The series looks beyond national borders to the experiences of precariousness and displacement among deported persons, illuminating the transnational impacts of U.S. immigration policy. Authors discuss creative forms of community organizing and support for those in deportation proceedings in the United States and for deported immigrants. They likewise experiment with alternative forms of ethnographic practice and form via poetry, personal reflection, and digital storytelling in an effort to reach broader publics. Their research and advocacy underscore that, in contrast to popular discourse, these threats are not new; rather, they are a continuation of historical anti-immigrant policies in the United States and of the contemporary deportation regime expanded under “deporter-in-chief” Barack Obama.

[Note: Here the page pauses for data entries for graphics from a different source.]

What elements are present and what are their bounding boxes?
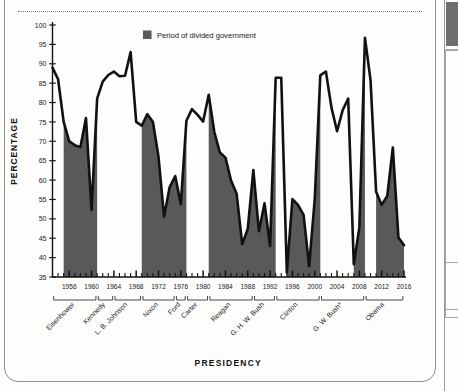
x-axis-year-label: 1984 bbox=[218, 283, 233, 290]
divided-government-band bbox=[64, 25, 97, 277]
right-divider-bottom bbox=[446, 309, 458, 310]
y-axis-tick-label: 100 bbox=[35, 22, 47, 29]
presidency-label: Carter bbox=[180, 300, 199, 319]
legend-label: Period of divided government bbox=[157, 31, 257, 40]
presidency-bracket bbox=[176, 296, 185, 300]
x-axis-year-label: 1976 bbox=[173, 283, 188, 290]
chart-legend: Period of divided government bbox=[143, 31, 257, 41]
x-axis-year-label: 1972 bbox=[151, 283, 166, 290]
x-axis-year-label: 1992 bbox=[263, 283, 278, 290]
presidency-bracket bbox=[322, 296, 364, 300]
page-root: 3540455055606570758085909510019561960196… bbox=[0, 0, 458, 391]
y-axis-tick-label: 35 bbox=[39, 274, 47, 281]
y-axis-tick-label: 95 bbox=[39, 41, 47, 48]
x-axis-year-label: 2008 bbox=[352, 283, 367, 290]
x-axis-year-label: 1968 bbox=[129, 283, 144, 290]
y-axis-tick-label: 55 bbox=[39, 196, 47, 203]
x-axis-year-label: 1964 bbox=[107, 283, 122, 290]
presidency-bracket bbox=[54, 296, 96, 300]
x-axis-year-label: 2000 bbox=[307, 283, 322, 290]
y-axis-tick-label: 60 bbox=[39, 177, 47, 184]
legend-swatch bbox=[143, 31, 152, 40]
y-axis-tick-label: 80 bbox=[39, 99, 47, 106]
right-divider-top bbox=[446, 49, 458, 50]
y-axis-tick-label: 90 bbox=[39, 60, 47, 67]
x-axis-year-label: 1956 bbox=[62, 283, 77, 290]
presidency-bracket bbox=[277, 296, 319, 300]
chart-svg: 3540455055606570758085909510019561960196… bbox=[0, 0, 458, 391]
x-axis-year-label: 2016 bbox=[397, 283, 412, 290]
presidency-bracket bbox=[255, 296, 275, 300]
chart-figure: 3540455055606570758085909510019561960196… bbox=[0, 0, 458, 391]
presidency-bracket bbox=[188, 296, 208, 300]
x-axis-year-label: 1980 bbox=[196, 283, 211, 290]
scrollbar-thumb[interactable] bbox=[446, 2, 458, 46]
presidency-bracket bbox=[143, 296, 174, 300]
x-axis-year-label: 1996 bbox=[285, 283, 300, 290]
presidency-label: G. H. W. Bush bbox=[229, 301, 265, 337]
x-axis-year-label: 2004 bbox=[330, 283, 345, 290]
right-divider-middle bbox=[446, 262, 458, 263]
presidency-label: G. W. Bush* bbox=[311, 301, 343, 333]
y-axis-tick-label: 40 bbox=[39, 254, 47, 261]
presidency-label: Clinton bbox=[278, 301, 298, 321]
presidency-bracket bbox=[210, 296, 252, 300]
presidency-bracket bbox=[366, 296, 403, 300]
presidency-label: Reagan bbox=[209, 301, 232, 324]
y-axis-tick-label: 70 bbox=[39, 138, 47, 145]
presidency-label: Nixon bbox=[142, 301, 160, 319]
presidency-label: Obama bbox=[364, 301, 385, 322]
x-axis-year-label: 1960 bbox=[84, 283, 99, 290]
presidency-label: Eisenhower bbox=[45, 300, 76, 331]
presidency-bracket bbox=[115, 296, 140, 300]
y-axis-tick-label: 50 bbox=[39, 215, 47, 222]
right-panel-frame bbox=[445, 50, 458, 318]
y-axis-title: PERCENTAGE bbox=[9, 117, 19, 184]
x-axis-year-label: 2012 bbox=[374, 283, 389, 290]
presidency-bracket bbox=[98, 296, 112, 300]
divided-government-band bbox=[142, 25, 187, 277]
y-axis-tick-label: 45 bbox=[39, 235, 47, 242]
y-axis-tick-label: 85 bbox=[39, 80, 47, 87]
y-axis-tick-label: 75 bbox=[39, 119, 47, 126]
y-axis-tick-label: 65 bbox=[39, 157, 47, 164]
x-axis-year-label: 1988 bbox=[240, 283, 255, 290]
x-axis-title: PRESIDENCY bbox=[195, 358, 262, 368]
divided-government-band bbox=[287, 25, 320, 277]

Across the series, we draw on ethnography and activism to advance alternative narratives to those commonly presented in the media and to demonstrate the power of anthropological engagement as a source of insight and understanding. We further hope that this series nurtures intellectually and politically productive dialogue about how our profession conventionally divides teaching, research, and service. We contend that anthropologists must seek both global and local engagements that not only sustain our core professional values but also substantiate anthropology’s social and political relevance during these complex political times.

Note

The Anthropologist Action Network for Immigrants and Refugees (AANIR) seeks to harness the knowledge, skills, and political platforms of engaged anthropologists to support and advocate on behalf of immigrants and refugees on our campuses and in our communities. Join our Google Group and email [email protected] to request access to the Facebook group “Protecting Undocumented Students.”

References

Yarris, Kristin Elizabeth, Lauren Heidbrink, and Whitney L. Duncan. 2016. “Protecting Undocumented Students Post-Election.” Anthropology News 57, no. 12: e29–33.